After moving to London and buying a camera and laptop with a Prince’s Trust loan, in 2005, Dynamo began gatecrashing celebrity parties and wowing the slack-jawed likes of Chris Martin, Snoop Dogg and Ian Brown with his close-up magic. All who saw him expressed the now commonplace reaction on seeing one of his tricks, one that falls somewhere between “Amazing!” and “SH********”!!!”.
The resulting DVD of his efforts, Underground Magic, led to a Channel 4 TV special, Dynamo’s Estate of Mind, and now his internet show DynamoTV takes the no-frills thrills even further, hanging out with De La Soul in Miami, wowing musicians at Glastonbury and freaking out Wu-Tang Clan rapper Raekwon. He’s also worked parties in the Hollywood Hills with Paris Hilton and made a cameo appearance on Snoop Dogg’s Father Hood on MTV.
“I call them my uncles,” he says of the hip-hop elite that queues up to offer him advice on the fame game.
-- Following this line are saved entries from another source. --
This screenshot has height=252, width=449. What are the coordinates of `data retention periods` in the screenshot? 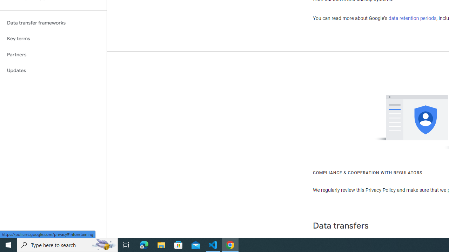 It's located at (412, 18).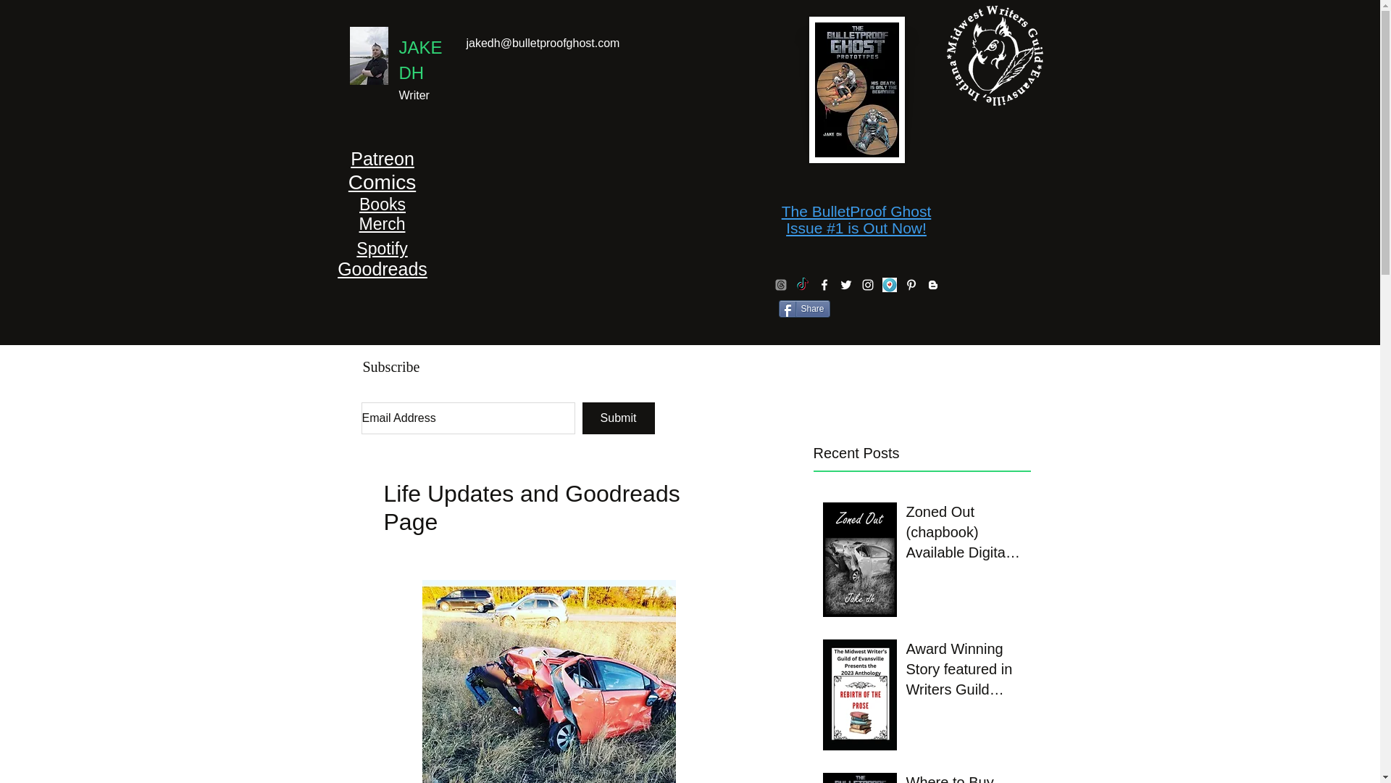 The image size is (1391, 783). I want to click on Share, so click(803, 309). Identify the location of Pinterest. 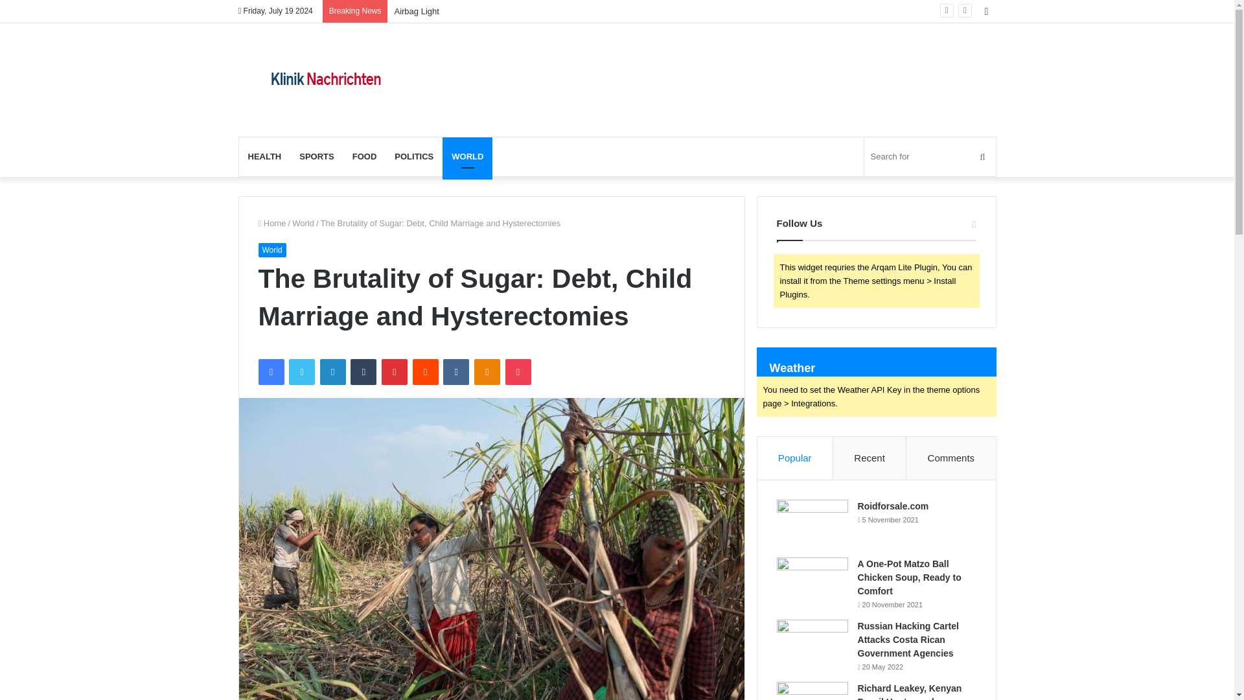
(395, 372).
Perhaps they see similarities to their own stories of coming from hard-fought beginnings, but it was a genuine blood relative, Dynamo’s grandfather, who first inspired the 10-year-old Frayne to study magic
“My grandpa wasn’t a magician, he was a pool hustler,” he says. “He was in the army, and he did tricks to keep the rest of the troops entertained. When he got out it was just after World War II, everything was tight back then, so he used tricks to win a few extra quid. I’ve got ‘Grandpa’ tattooed on my neck. He’s always looking over my shoulder.”
Dynamo then demonstrates that first trick he learned, a confidence scam using just a matchbox. In under a minute he’s sold Red Bulletin a £20 note for £30. It’s not showy, just ruthless and almost scarily efficient.
“I’m inspired by genuine pickpockets. Not people who do it for entertainment: people who genuinely rob you! There’s a guy, Apollo Robbins, who stole guns from the holsters of the Secret Service agents guarding ex-President Jimmy Carter. He does it for entertainment now, but he’s the real deal. He’s a bit of an enigma.”